» **Activity**
Quote word for word the lines starting at the line with "Identify the location of modal-steps: Project" and ending at the final line of the entries. Leave out any pictures.

(Stored data)
▽
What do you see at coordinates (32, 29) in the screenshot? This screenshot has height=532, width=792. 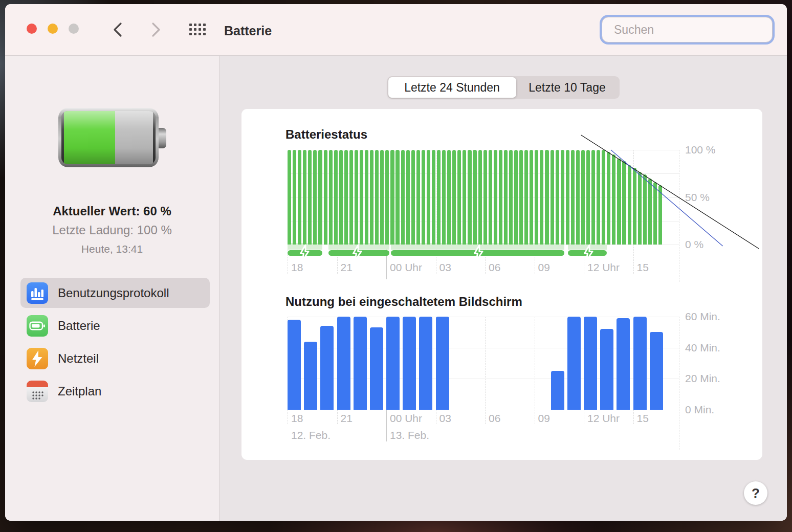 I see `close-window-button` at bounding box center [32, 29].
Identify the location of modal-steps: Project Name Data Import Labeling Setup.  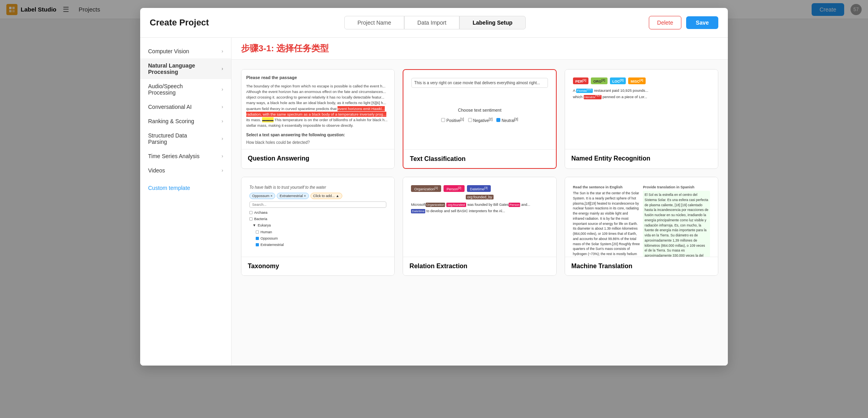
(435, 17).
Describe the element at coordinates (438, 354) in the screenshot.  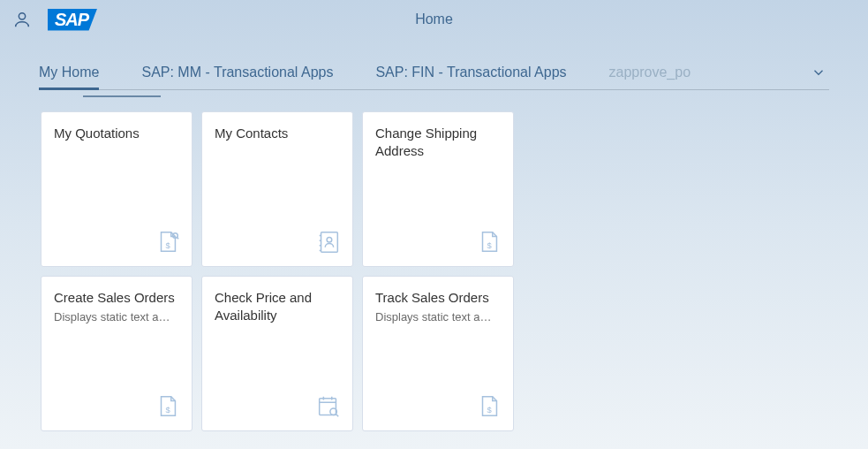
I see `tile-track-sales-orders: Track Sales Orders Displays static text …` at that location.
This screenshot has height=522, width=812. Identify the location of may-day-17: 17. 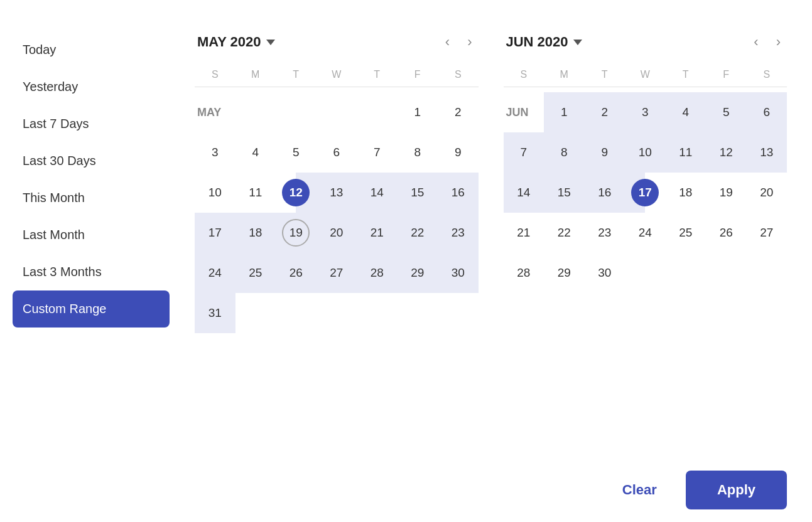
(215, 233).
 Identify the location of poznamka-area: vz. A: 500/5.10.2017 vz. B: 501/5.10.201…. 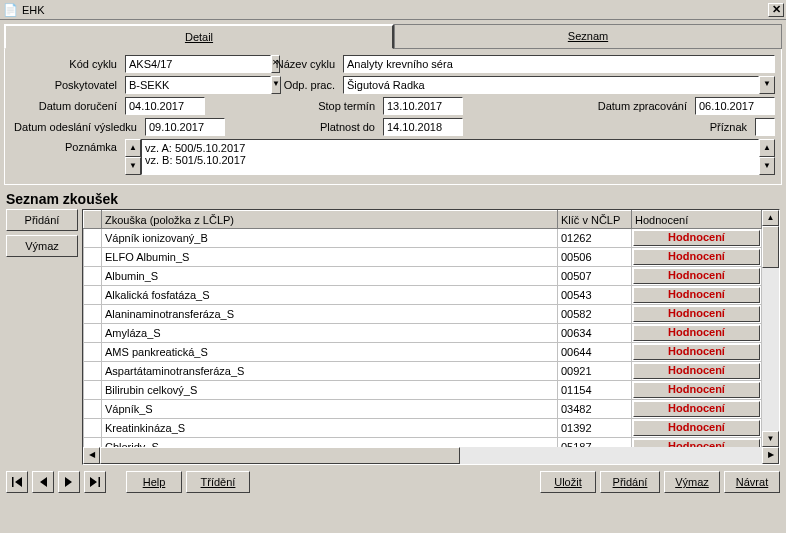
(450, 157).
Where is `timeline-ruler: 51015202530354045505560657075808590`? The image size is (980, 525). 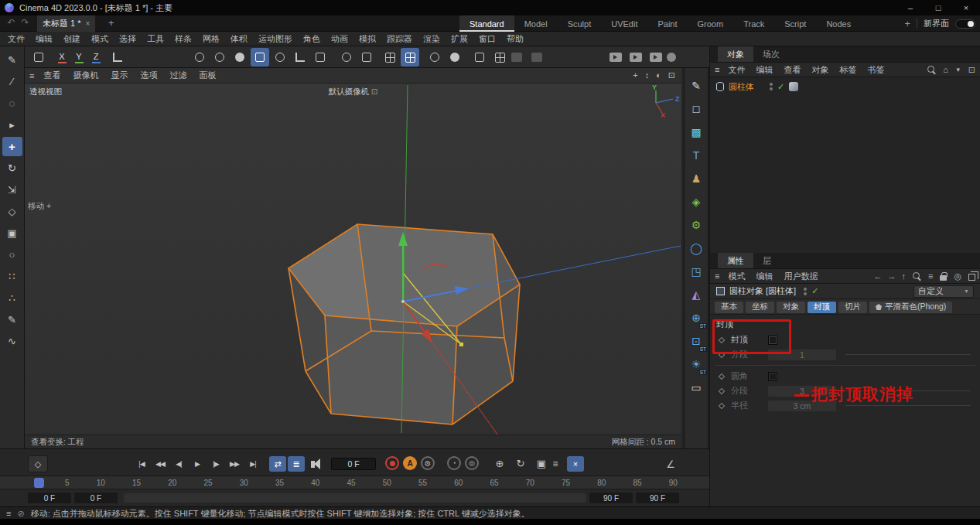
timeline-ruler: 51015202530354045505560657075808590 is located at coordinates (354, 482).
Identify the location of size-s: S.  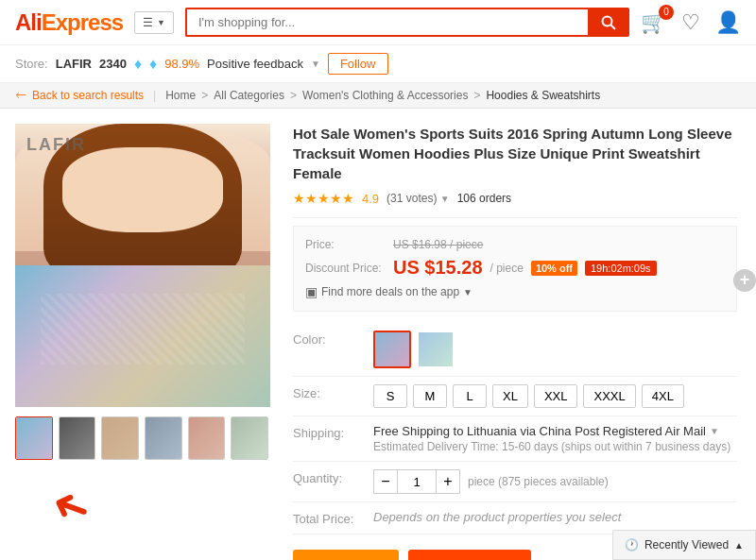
△
» **Exercise solution**
Identify the location of modal-steps: Project Name Data Import Labeling Setup.  
(435, 17).
Describe the element at coordinates (438, 354) in the screenshot.  
I see `tile-track-sales-orders: Track Sales Orders Displays static text …` at that location.
This screenshot has height=522, width=812. Identify the location of may-day-17: 17. 
(215, 233).
 Identify the location of poznamka-area: vz. A: 500/5.10.2017 vz. B: 501/5.10.201…. 
(450, 157).
Where is `timeline-ruler: 51015202530354045505560657075808590`? The image size is (980, 525). 
timeline-ruler: 51015202530354045505560657075808590 is located at coordinates (354, 482).
Identify the location of size-s: S.  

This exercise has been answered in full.